The subject of food security and land issues in Africa has become one of increased importance and contention over recent years. In particular, the focus has shifted to the role new global South ...donors – especially India, China and Brazil – are playing in shaping African agriculture through their increased involvement and investment in the continent. Approaching the topic through the framework of South-South co-operation, this highly original volume presents a critical analysis of the ways in which Chinese, Indian and Brazilian engagements in African agriculture are structured and implemented. Do these investments have the potential to create new opportunities to improve local living standards, transfer new technology and knowhow to African producers, and reverse the persistent productivity decline in African agriculture? Or will they simply aggravate the problem of food insecurity by accelerating the process of land alienation and displacement of local people from their land? Topical and comprehensive, Agricultural Development and Food Security in Africa offers fresh insight into a set of relationships that will shape both Africa and the world over the coming decades.

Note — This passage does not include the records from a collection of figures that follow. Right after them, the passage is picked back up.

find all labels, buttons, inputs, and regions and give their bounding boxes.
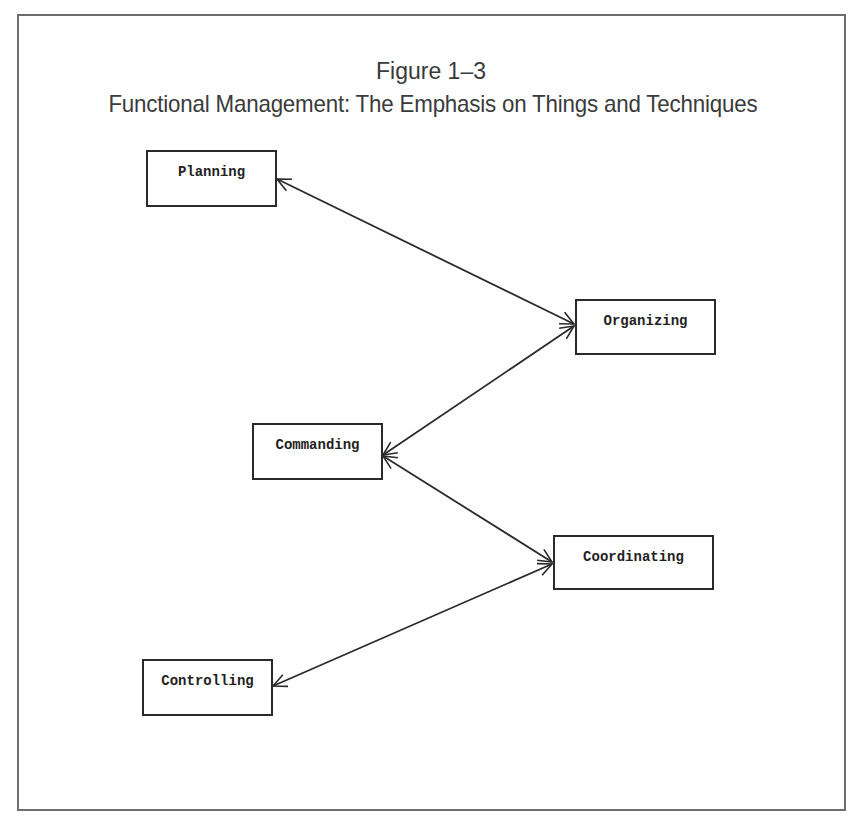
edge-planning-organizing	[277, 179, 574, 324]
node-controlling: Controlling	[142, 659, 273, 716]
edge-coordinating-controlling	[273, 564, 552, 686]
node-label-controlling: Controlling	[144, 673, 271, 689]
node-planning: Planning	[146, 150, 277, 207]
node-commanding: Commanding	[252, 423, 383, 480]
node-label-organizing: Organizing	[577, 313, 714, 329]
node-label-coordinating: Coordinating	[555, 549, 712, 565]
node-label-planning: Planning	[148, 164, 275, 180]
edge-organizing-commanding	[383, 326, 574, 455]
node-label-commanding: Commanding	[254, 437, 381, 453]
edges-layer	[0, 0, 862, 821]
node-coordinating: Coordinating	[553, 535, 714, 590]
edge-commanding-coordinating	[383, 456, 552, 562]
node-organizing: Organizing	[575, 299, 716, 355]
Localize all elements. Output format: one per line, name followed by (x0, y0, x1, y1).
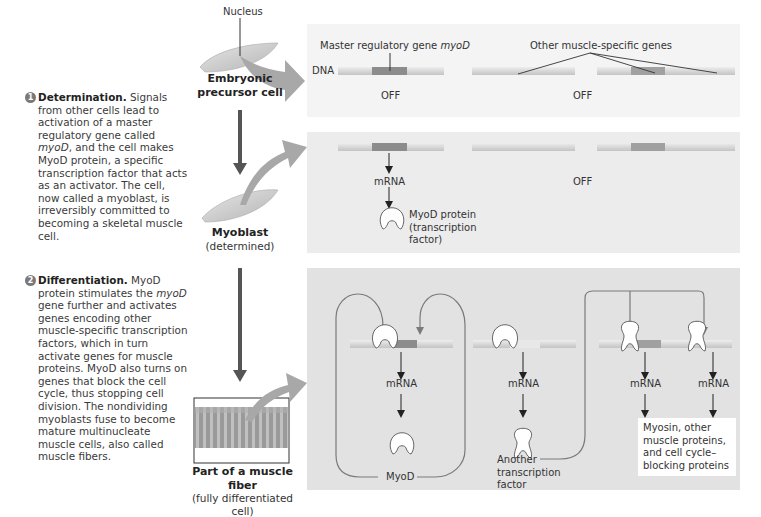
muscle-fiber-image (194, 398, 289, 463)
muscle-products-box: Myosin, othermuscle proteins,and cell cy… (638, 418, 736, 476)
myod-protein-label: MyoD protein(transcriptionfactor) (409, 209, 477, 247)
myoblast-cell-icon (202, 190, 278, 222)
myoblast-label: Myoblast(determined) (190, 226, 290, 252)
off-label-myod: OFF (381, 90, 400, 101)
muscle-fiber-label: Part of a muscle fiber(fully differentia… (180, 465, 305, 517)
off-label-other: OFF (573, 90, 592, 101)
mrna-label-another-tf: mRNA (508, 378, 539, 389)
mrna-label-gene3: mRNA (630, 378, 661, 389)
mrna-label-gene4: mRNA (698, 378, 729, 389)
myod-label: MyoD (386, 471, 414, 482)
dna-strands-panel2 (338, 143, 735, 151)
dna-label: DNA (312, 65, 334, 76)
off-label-panel2: OFF (573, 176, 592, 187)
another-tf-label: Anothertranscriptionfactor (497, 454, 561, 492)
mrna-label-panel2: mRNA (374, 176, 405, 187)
master-gene-label: Master regulatory gene myoD (320, 40, 470, 51)
embryonic-cell-label: Embryonicprecursor cell (190, 72, 290, 99)
mrna-label-myod: mRNA (386, 378, 417, 389)
myod-product-icon (390, 433, 414, 454)
other-genes-label: Other muscle-specific genes (530, 40, 672, 51)
dna-strands-panel3 (350, 340, 732, 348)
myod-protein-icon (380, 208, 404, 229)
embryonic-cell-icon (200, 18, 278, 72)
nucleus-label: Nucleus (223, 6, 263, 17)
feedback-loop-myod (336, 294, 383, 477)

•The pro-WEAI is a new tool designed to meet projects’ impact assessment needs.•Projects identified and field-tested pro-WEAI indicators using mixed methods.•Pro-WEAI is mapped to 3 domains: ...intrinsic, instrumental, and collective agency.•Pro-WEAI is decomposable into sub-indices, indicators, and by population subgroup.•Women are more disempowered and have a higher intensity of disempowerment than men.
With growing commitment to women’s empowerment by agricultural development agencies, sound methods and indicators to measure women’s empowerment are needed to learn which types of projects or project-implementation strategies do and do not work to empower women. The Women’s Empowerment in Agriculture Index (WEAI), which has been widely used, requires adaptation to meet the need for monitoring projects and assessing their impacts.
In this paper, the authors describe the adaptation and validation of a project-level WEAI (or pro-WEAI) that agricultural development projects can use to identify key areas of women’s (and men’s) disempowerment, design appropriate strategies to address identified deficiencies, and monitor project outcomes related to women’s empowerment. The 12 pro-WEAI indicators are mapped to three domains: intrinsic agency (power within), instrumental agency (power to), and collective agency (power with). A gender parity index compares the empowerment scores of men and women in the same household. The authors describe the development of pro-WEAI, including: (1) pro-WEAI’s distinctiveness from other versions of the WEAI; (2) the process of piloting pro-WEAI in 13 agricultural development projects during the Gender, Agriculture, and Assets Project, phase 2 (GAAP2); (3) analysis of quantitative data from the GAAP2 projects, including intrahousehold patterns of empowerment/disempowerment; and (4) a summary of the findings from the qualitative work exploring concepts of women’s empowerment in the project sites. The paper concludes with a discussion of lessons learned from pro-WEAI and possibilities for further development of empowerment metrics.